## EXERCISE OBJECTIVE
Every record below must be set down again exactly as given.

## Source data
- - - - - - -
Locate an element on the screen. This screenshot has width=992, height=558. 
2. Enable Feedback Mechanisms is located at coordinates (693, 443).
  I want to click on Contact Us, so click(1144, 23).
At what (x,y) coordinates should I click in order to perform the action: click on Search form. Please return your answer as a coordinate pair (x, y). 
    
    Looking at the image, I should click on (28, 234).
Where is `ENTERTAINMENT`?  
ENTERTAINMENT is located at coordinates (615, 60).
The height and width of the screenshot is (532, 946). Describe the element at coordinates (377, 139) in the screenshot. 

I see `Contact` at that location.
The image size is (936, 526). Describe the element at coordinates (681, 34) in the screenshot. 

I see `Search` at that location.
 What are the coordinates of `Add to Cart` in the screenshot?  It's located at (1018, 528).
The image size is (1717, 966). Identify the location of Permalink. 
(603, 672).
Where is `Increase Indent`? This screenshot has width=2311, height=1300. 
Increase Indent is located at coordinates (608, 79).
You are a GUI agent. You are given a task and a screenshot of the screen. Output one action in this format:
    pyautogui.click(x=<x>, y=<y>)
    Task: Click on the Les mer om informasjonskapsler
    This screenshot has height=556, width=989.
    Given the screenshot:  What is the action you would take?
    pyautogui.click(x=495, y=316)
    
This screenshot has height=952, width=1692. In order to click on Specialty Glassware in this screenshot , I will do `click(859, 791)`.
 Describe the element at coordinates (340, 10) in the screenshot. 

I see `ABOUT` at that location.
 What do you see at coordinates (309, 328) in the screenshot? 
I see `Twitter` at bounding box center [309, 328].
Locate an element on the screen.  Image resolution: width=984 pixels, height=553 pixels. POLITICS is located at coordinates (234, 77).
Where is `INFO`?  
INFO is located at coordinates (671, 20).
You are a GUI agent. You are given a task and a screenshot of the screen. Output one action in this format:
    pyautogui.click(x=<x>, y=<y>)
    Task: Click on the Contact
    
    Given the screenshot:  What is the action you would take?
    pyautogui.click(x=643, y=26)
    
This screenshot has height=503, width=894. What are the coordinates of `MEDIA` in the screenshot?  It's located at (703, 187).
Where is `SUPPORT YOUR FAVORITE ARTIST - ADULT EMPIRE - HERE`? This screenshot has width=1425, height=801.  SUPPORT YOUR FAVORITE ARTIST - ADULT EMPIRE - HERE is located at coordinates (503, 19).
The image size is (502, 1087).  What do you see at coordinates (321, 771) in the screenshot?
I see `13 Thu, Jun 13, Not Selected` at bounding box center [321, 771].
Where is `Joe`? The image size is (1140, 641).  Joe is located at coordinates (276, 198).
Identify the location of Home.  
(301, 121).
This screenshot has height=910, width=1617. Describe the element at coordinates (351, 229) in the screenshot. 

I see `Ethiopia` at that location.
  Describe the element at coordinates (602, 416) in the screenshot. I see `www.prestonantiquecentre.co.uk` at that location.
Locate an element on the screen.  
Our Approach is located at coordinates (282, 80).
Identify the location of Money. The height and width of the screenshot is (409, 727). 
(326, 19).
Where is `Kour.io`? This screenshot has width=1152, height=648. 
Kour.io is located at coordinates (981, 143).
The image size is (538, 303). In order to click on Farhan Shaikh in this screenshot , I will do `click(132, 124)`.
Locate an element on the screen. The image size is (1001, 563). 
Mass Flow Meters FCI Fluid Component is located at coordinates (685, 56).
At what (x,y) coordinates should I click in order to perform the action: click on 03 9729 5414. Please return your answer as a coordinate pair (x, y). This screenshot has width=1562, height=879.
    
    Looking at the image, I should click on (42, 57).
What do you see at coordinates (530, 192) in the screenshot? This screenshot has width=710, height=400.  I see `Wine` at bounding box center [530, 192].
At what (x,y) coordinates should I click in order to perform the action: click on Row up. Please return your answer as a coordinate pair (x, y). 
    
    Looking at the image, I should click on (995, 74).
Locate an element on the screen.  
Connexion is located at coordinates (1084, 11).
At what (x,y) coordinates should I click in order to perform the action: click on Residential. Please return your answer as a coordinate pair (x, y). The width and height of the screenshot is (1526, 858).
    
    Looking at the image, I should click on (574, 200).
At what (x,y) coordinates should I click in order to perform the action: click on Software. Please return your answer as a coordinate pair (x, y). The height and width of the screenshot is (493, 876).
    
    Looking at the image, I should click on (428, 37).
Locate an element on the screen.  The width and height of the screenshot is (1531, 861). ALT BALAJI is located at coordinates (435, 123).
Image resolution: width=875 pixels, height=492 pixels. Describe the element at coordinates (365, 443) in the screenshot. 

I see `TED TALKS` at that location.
- - - - - - -
## RESULT FOR THIS TASK
Locate an element on the screen. This screenshot has width=992, height=558. 
2. Enable Feedback Mechanisms is located at coordinates (693, 443).
  I want to click on Contact Us, so click(1144, 23).
At what (x,y) coordinates should I click in order to perform the action: click on Search form. Please return your answer as a coordinate pair (x, y). 
    
    Looking at the image, I should click on (28, 234).
Where is `ENTERTAINMENT`?  
ENTERTAINMENT is located at coordinates (615, 60).
The height and width of the screenshot is (532, 946). Describe the element at coordinates (377, 139) in the screenshot. 

I see `Contact` at that location.
The image size is (936, 526). Describe the element at coordinates (681, 34) in the screenshot. 

I see `Search` at that location.
 What are the coordinates of `Add to Cart` in the screenshot?  It's located at (1018, 528).
The image size is (1717, 966). Identify the location of Permalink. 
(603, 672).
Where is `Increase Indent`? This screenshot has width=2311, height=1300. 
Increase Indent is located at coordinates (608, 79).
You are a GUI agent. You are given a task and a screenshot of the screen. Output one action in this format:
    pyautogui.click(x=<x>, y=<y>)
    Task: Click on the Les mer om informasjonskapsler
    This screenshot has height=556, width=989.
    Given the screenshot:  What is the action you would take?
    pyautogui.click(x=495, y=316)
    
This screenshot has height=952, width=1692. In order to click on Specialty Glassware in this screenshot , I will do `click(859, 791)`.
 Describe the element at coordinates (340, 10) in the screenshot. 

I see `ABOUT` at that location.
 What do you see at coordinates (309, 328) in the screenshot? 
I see `Twitter` at bounding box center [309, 328].
Locate an element on the screen.  Image resolution: width=984 pixels, height=553 pixels. POLITICS is located at coordinates (234, 77).
Where is `INFO`?  
INFO is located at coordinates (671, 20).
You are a GUI agent. You are given a task and a screenshot of the screen. Output one action in this format:
    pyautogui.click(x=<x>, y=<y>)
    Task: Click on the Contact
    
    Given the screenshot:  What is the action you would take?
    pyautogui.click(x=643, y=26)
    
This screenshot has height=503, width=894. What are the coordinates of `MEDIA` in the screenshot?  It's located at (703, 187).
Where is `SUPPORT YOUR FAVORITE ARTIST - ADULT EMPIRE - HERE`? This screenshot has width=1425, height=801.  SUPPORT YOUR FAVORITE ARTIST - ADULT EMPIRE - HERE is located at coordinates (503, 19).
The image size is (502, 1087).  What do you see at coordinates (321, 771) in the screenshot?
I see `13 Thu, Jun 13, Not Selected` at bounding box center [321, 771].
Where is `Joe`? The image size is (1140, 641).  Joe is located at coordinates (276, 198).
Identify the location of Home.  
(301, 121).
This screenshot has height=910, width=1617. Describe the element at coordinates (351, 229) in the screenshot. 

I see `Ethiopia` at that location.
  Describe the element at coordinates (602, 416) in the screenshot. I see `www.prestonantiquecentre.co.uk` at that location.
Locate an element on the screen.  
Our Approach is located at coordinates (282, 80).
Identify the location of Money. The height and width of the screenshot is (409, 727). 
(326, 19).
Where is `Kour.io`? This screenshot has width=1152, height=648. 
Kour.io is located at coordinates (981, 143).
The image size is (538, 303). In order to click on Farhan Shaikh in this screenshot , I will do `click(132, 124)`.
Locate an element on the screen. The image size is (1001, 563). 
Mass Flow Meters FCI Fluid Component is located at coordinates (685, 56).
At what (x,y) coordinates should I click in order to perform the action: click on 03 9729 5414. Please return your answer as a coordinate pair (x, y). This screenshot has width=1562, height=879.
    
    Looking at the image, I should click on (42, 57).
What do you see at coordinates (530, 192) in the screenshot? This screenshot has width=710, height=400.  I see `Wine` at bounding box center [530, 192].
At what (x,y) coordinates should I click in order to perform the action: click on Row up. Please return your answer as a coordinate pair (x, y). 
    
    Looking at the image, I should click on (995, 74).
Locate an element on the screen.  
Connexion is located at coordinates (1084, 11).
At what (x,y) coordinates should I click in order to perform the action: click on Residential. Please return your answer as a coordinate pair (x, y). The width and height of the screenshot is (1526, 858).
    
    Looking at the image, I should click on (574, 200).
At what (x,y) coordinates should I click in order to perform the action: click on Software. Please return your answer as a coordinate pair (x, y). The height and width of the screenshot is (493, 876).
    
    Looking at the image, I should click on (428, 37).
Locate an element on the screen.  The width and height of the screenshot is (1531, 861). ALT BALAJI is located at coordinates (435, 123).
Image resolution: width=875 pixels, height=492 pixels. Describe the element at coordinates (365, 443) in the screenshot. 

I see `TED TALKS` at that location.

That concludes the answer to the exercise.